6. For Cloudflare Pages only, create the Pages project once if needed:
   wrangler pages project create <pages-project>
   If it asks for a production branch name, press Enter. PageWatch deploys the folder directly, so no Git branch is required.
7. Install PageWatch as a background service with the downloaded script:
   For Pages:
   WATCH_DIR=/absolute/path/to/site PROJECT_NAME=<pages-project> LIVE_URL=https://example.com ~/Downloads/pagewatch.sh --install-service

   For Worker static assets:
   WATCH_DIR=/absolute/path/to/site DEPLOY_TARGET=worker WORKER_NAME=<worker-name> LIVE_URL=https://example.com ~/Downloads/pagewatch.sh --install-service

   Optional debounce:
   DEBOUNCE=10 WATCH_DIR=/absolute/path/to/site PROJECT_NAME=<pages-project> LIVE_URL=https://example.com ~/Downloads/pagewatch.sh --install-service
   Re-run --install-service with a new DEBOUNCE value later to change it.
8. Verify:
   ~/.pagewatch/pagewatch.sh --status
   The service should be running:
   - macOS: launchd LaunchAgent
   - Linux: systemd user service
   The log should include:
   live - checked https://example.com
9. Make or touch a harmless file in WATCH_DIR, wait for PageWatch to deploy, then verify the public LIVE_URL changed or at least produced a new successful deploy log.
10. Report back:
   - WATCH_DIR
   - DEPLOY_TARGET
   - PROJECT_NAME or WORKER_NAME
   - LIVE_URL
   - DEBOUNCE
   - service type
   - status command
   - log path
   - latest successful deploy/version if available

Useful commands:
~/.pagewatch/pagewatch.sh --status
tail -f ~/.pagewatch/pagewatch.log
~/.pagewatch/pagewatch.sh --uninstall-service
Requirements

The pieces are ordinary.

node.jsNeeded because Wrangler runs on Node.
wranglerThe Cloudflare CLI that performs the deploy.
fswatchThe macOS watcher.

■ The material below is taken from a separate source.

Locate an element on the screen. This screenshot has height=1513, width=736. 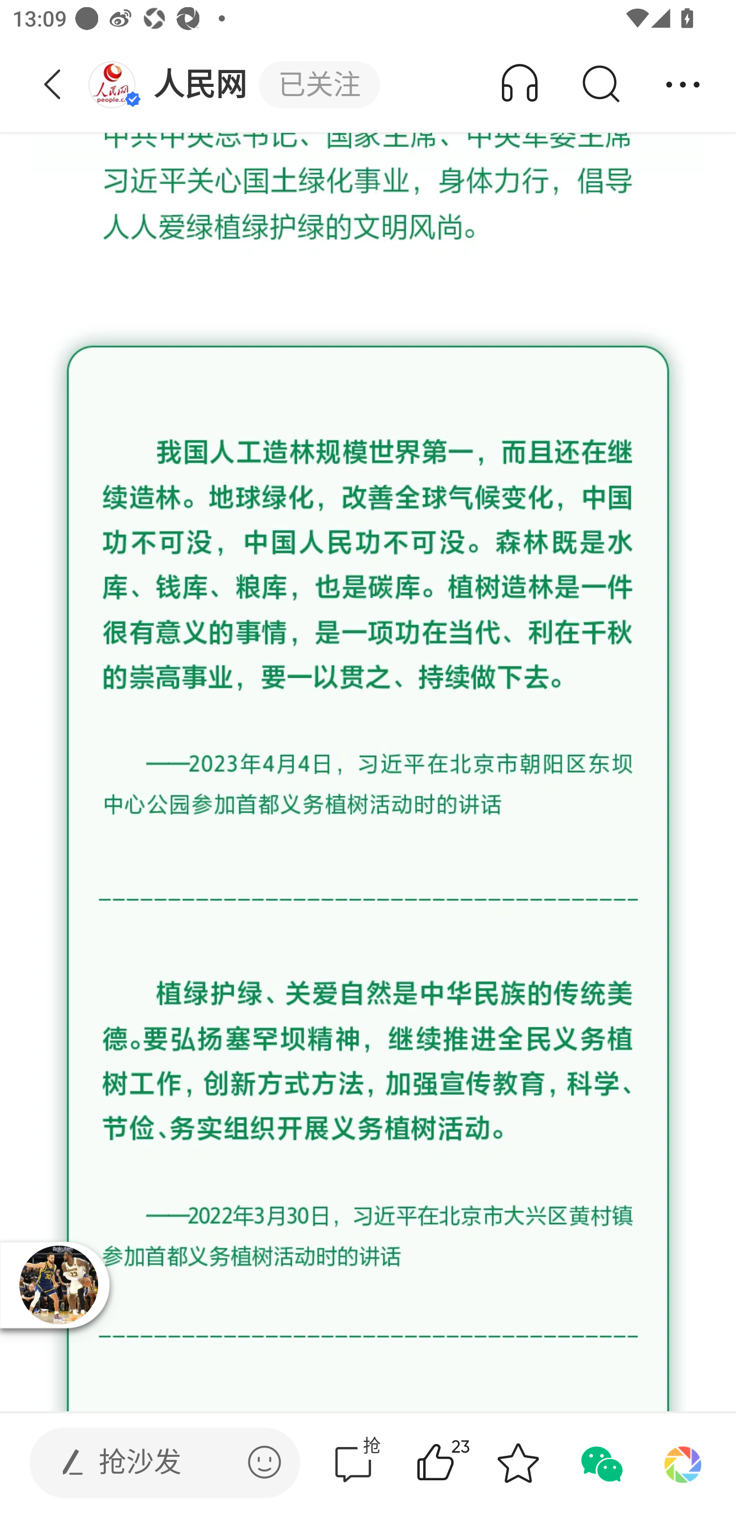
 返回 is located at coordinates (53, 85).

Linux uses inotify-tools.
cloudflareA Pages project or Worker that serves the final domain.
Automatic

Save here. See it there.

PageWatch keeps the loop small: your folder changes on your own machine, the watcher notices, and the public site follows soon after.

A folder of site files on a personal computer automatically syncing to a public website.
The site updates from the folder you already edit.